Beethoven: Symphony No 4; Mozart: Piano Concerto No 23; Strauss / Gulda, Konwitschny
Beethoven: Piano Concertos Nos. 1 & 4
Brahms: Violin Concerto; Schumann: Symphony No 4 / Steinbacher, Luisi
The Violin Concerto in D Major op. 77 by Johannes Brahms is for performers and audience alike one of the loveliest, most challenging examples of the genre. It was with this work that Arabella Steinbacher gave her debut in the Golden Hall of the Vienna Musikverein in December 2007, the same hall where the composer himself had conducted on occasion. Arabella Steinbacher's debut was accompanied by the Vienna Symphony Orchestra under its chief conductor Fabio Luisi, who are also to be heard on this live recording in Schumann's Fourth Symphony.
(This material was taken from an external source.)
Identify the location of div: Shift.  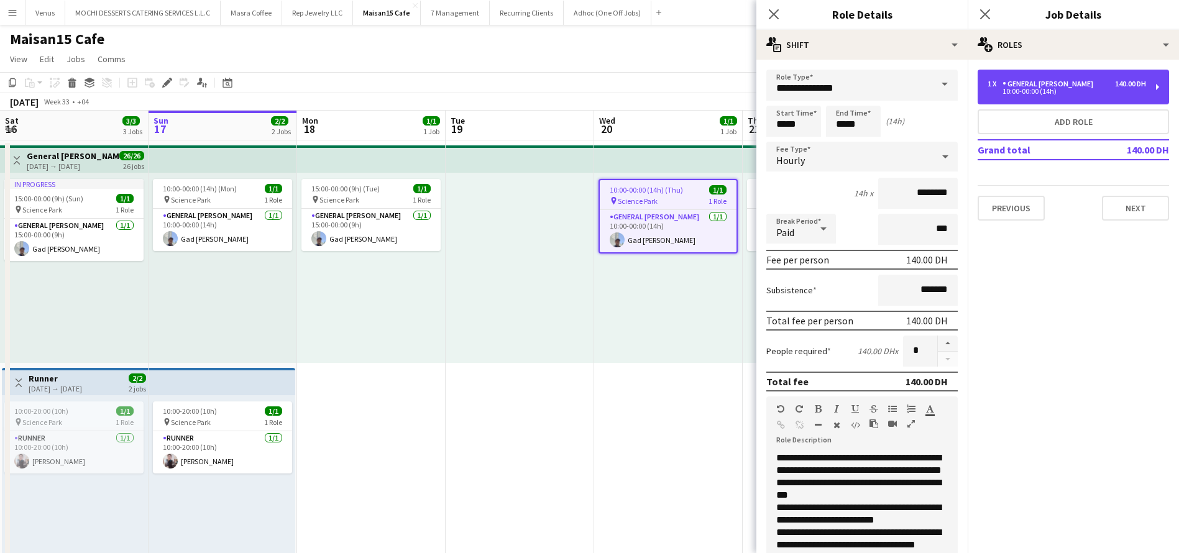
(862, 45).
Both this symphony and the Brahms concerto were dedicated to the leading violin virtuoso of the second half of the 19th century, namely Joseph Joachim. He did not just inspire Brahms to write this work, but also helped him in word and deed during the act of composition (if impatiently, when it came to keeping the deadline for the world première). The work soon began a triumphal procession through the concert halls. Thanks to Joachim's numerous famed successors, it would be impossible to imagine the concert repertoire today without it. Arabella Steinbacher won the Joachim Violin Competition in Hanover several years ago, which was a starting point of her current international career. She is furthermore a worthy representative of the violin style that is celebrated in Brahms's concerto, a style that is virtuosic without virtuosity becoming an end in itself. Thanks to her much-praised brilliant, precise tone, the listener remains aware throughout that the solo part never recedes completely into the background, even where the orchestra unfolds its most expansive symphonic arguments - such as in the presentation of the work's themes and in the sensitive orchestration of the first and second movements. Arabella Steinbacher fully savours the works' variety of colour and climax. In the brilliant cadenza of the first movement and in the highly spirited third, she draws on an embarrassment of virtuosic riches almost as a matter of course. It is masterly.